One More Unit, Stat

by digby

Luckily he's never been right about anything, so he's probably not right about this.
Today on ABC’s This Week, New York Times columnist Tom Friedman said that as president, Obama would abandon the hunt for Osama bin Ladan and actually decide that the U.S. could “win the war” in Iraq by staying another six months:

FRIEDMAN: I think everything we believe could be wrong. That is Iraq could turn out — that Osama — sorry, not searching for Osama bin Laden could be not the biggest issue for Obama. I think you could actually find out that Obama can win the Iraq war and he will want to actually continue our presence in Iraq for — until 2011.

When host George Stephanopoulos noted that even Gen. David Petraeus refuses to use the terms “victory” or “winning” for Iraq, Friedman walked back his comments slightly, saying Obama would bring Iraq to a “decent ending” but ultimately, “they will conclude that Afghanistan is a loser.”


I keep hearing a lot of rumbling about how Obama isn't going to withdraw from Iraq as promised. Indeed, Muqtada al-Sadr just made a statement about permanent bases yesterday and urged his fellow Shiites to reject the new US-Iraq security deal because of it. But I've never heard that he would conclude he can "win" in Iraq -- and that he would withdraw from Afghanistan because it's "a loser."

Friedman clearly believes that these wars are irrelevant on the merits. They are simply check marks to be put in a president's win and loss column. If that's the case, then perhaps Obama should invade Iceland in his first term. He could probably "win" it with no problem and then he's have a nice little victory right off the bat.

It's hard for me to believe that Friedman still frames these wars in such puerile terms after all we've seen these last few years. First, there was the famous idea that the US had to stick guns in the faces of average Iraqis and say "suck on this" to prove that bad guys couldn't mess with us. As for Afghanistan, well, it's all in how you define "loser." Friedman has always believed that we "won" that war, but the "losers" refused to acknowledge it:

We have won the war. We have not won the hearts and minds of the Arab-Muslim world at all. There's still a lot of people there quietly rooting for bin Laden. Some of that is related to their own frustration with their own governments, we know. A lot of it is related to what we just saw as well. This is their way of getting a little bit of revenge on us for what is perceived to be our unwavering support for Israel. By not granting us our victory, in a sense, by not acknowledging that victory, this meat grinder of people that is being... whose lives are being destroyed every day in this conflict is aired across the Arab world every night in news footage in a very tendentious way to be sure, in a way that often doesn't show the Palestinian provocation only the Israeli reaction, but it has an enormously corrosive effect on American standing in that part of the world. That's just a fact.


Damn those bastards for refusing to acknowledge our great victory. It's rally screwed us up.

Meanwhile, here's Peter Galbraith on the prospects for a so-called victory in Iraq.

The idea of these two cock-ups in Iraq and Afghanistan ever being called "winners" is delusional. Nobody's ever won a war in Afghanistan and the US presence in Iraq is only exacerbating the problems. There are no winners, only losers. Which is, in fact, the case with every war. If Americans recognized that instead of thinking of them like a Friday night football game (or in Friedman's case, a bad episode of NYPD Blues) maybe we'd have fewer of them.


• **TASK PROMPT**
Each line below with the string "details" should be copied.

• **DATA SHOWN**
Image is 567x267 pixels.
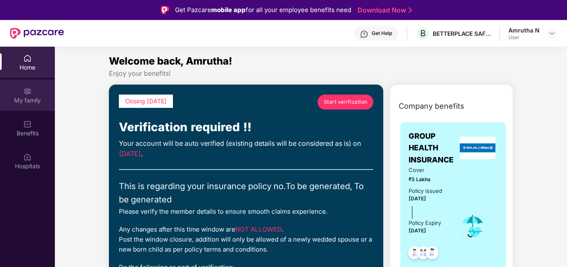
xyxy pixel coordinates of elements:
[409,218,441,227] div: Policy Expiry
[509,26,540,34] div: Amrutha N
[421,28,426,38] span: B
[324,98,368,106] span: Start verification
[119,118,374,136] div: Verification required !!
[109,55,233,67] span: Welcome back, Amrutha!
[318,94,374,109] a: Start verification
[119,138,374,159] div: Your account will be auto verified (existing details will be considered as is) on .
[549,30,556,37] img: svg+xml;base64,PHN2ZyBpZD0iRHJvcGRvd24tMzJ4MzIiIHhtbG5zPSJodHRwOi8vd3d3LnczLm9yZy8yMDAwL3N2ZyIgd2...
[23,54,32,62] img: svg+xml;base64,PHN2ZyBpZD0iSG9tZSIgeG1sbnM9Imh0dHA6Ly93d3cudzMub3JnLzIwMDAvc3ZnIiB3aWR0aD0iMjAiIG...
[409,130,458,166] span: GROUP HEALTH INSURANCE
[409,166,448,174] span: Cover
[23,120,32,128] img: svg+xml;base64,PHN2ZyBpZD0iQmVuZWZpdHMiIHhtbG5zPSJodHRwOi8vd3d3LnczLm9yZy8yMDAwL3N2ZyIgd2lkdGg9Ij...
[125,97,167,104] span: Closing [DATE]
[409,186,443,195] div: Policy issued
[460,136,496,159] img: insurerLogo
[409,195,426,201] span: [DATE]
[211,6,246,14] strong: mobile app
[23,87,32,95] img: svg+xml;base64,PHN2ZyB3aWR0aD0iMjAiIGhlaWdodD0iMjAiIHZpZXdCb3g9IjAgMCAyMCAyMCIgZmlsbD0ibm9uZSIgeG...
[409,6,412,15] img: Stroke
[360,30,369,38] img: svg+xml;base64,PHN2ZyBpZD0iSGVscC0zMngzMiIgeG1sbnM9Imh0dHA6Ly93d3cudzMub3JnLzIwMDAvc3ZnIiB3aWR0aD...
[161,6,169,14] img: Logo
[119,206,374,216] div: Please verify the member details to ensure smooth claims experience.
[413,243,434,264] img: svg+xml;base64,PHN2ZyB4bWxucz0iaHR0cDovL3d3dy53My5vcmcvMjAwMC9zdmciIHdpZHRoPSI0OC45MTUiIGhlaWdodD...
[509,34,540,41] div: User
[460,212,487,240] img: icon
[399,100,465,112] span: Company benefits
[119,180,374,206] div: This is regarding your insurance policy no. To be generated, To be generated
[358,6,410,15] a: Download Now
[422,243,443,264] img: svg+xml;base64,PHN2ZyB4bWxucz0iaHR0cDovL3d3dy53My5vcmcvMjAwMC9zdmciIHdpZHRoPSI0OC45NDMiIGhlaWdodD...
[109,69,513,78] div: Enjoy your benefits!
[23,153,32,161] img: svg+xml;base64,PHN2ZyBpZD0iSG9zcGl0YWxzIiB4bWxucz0iaHR0cDovL3d3dy53My5vcmcvMjAwMC9zdmciIHdpZHRoPS...
[10,28,64,39] img: New Pazcare Logo
[433,30,491,37] div: BETTERPLACE SAFETY SOLUTIONS PRIVATE LIMITED
[409,175,448,183] span: ₹5 Lakhs
[409,227,426,233] span: [DATE]
[405,243,425,264] img: svg+xml;base64,PHN2ZyB4bWxucz0iaHR0cDovL3d3dy53My5vcmcvMjAwMC9zdmciIHdpZHRoPSI0OC45NDMiIGhlaWdodD...
[235,225,282,233] span: NOT ALLOWED
[372,30,392,37] div: Get Help
[175,5,351,15] div: Get Pazcare for all your employee benefits need
[119,224,374,254] div: Any changes after this time window are . Post the window closure, addition will only be allowed o...
[119,149,141,158] span: [DATE]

• **SOLUTION FOR THIS PROBLEM**
[119,138,374,159] div: Your account will be auto verified (existing details will be considered as is) on .
[119,206,374,216] div: Please verify the member details to ensure smooth claims experience.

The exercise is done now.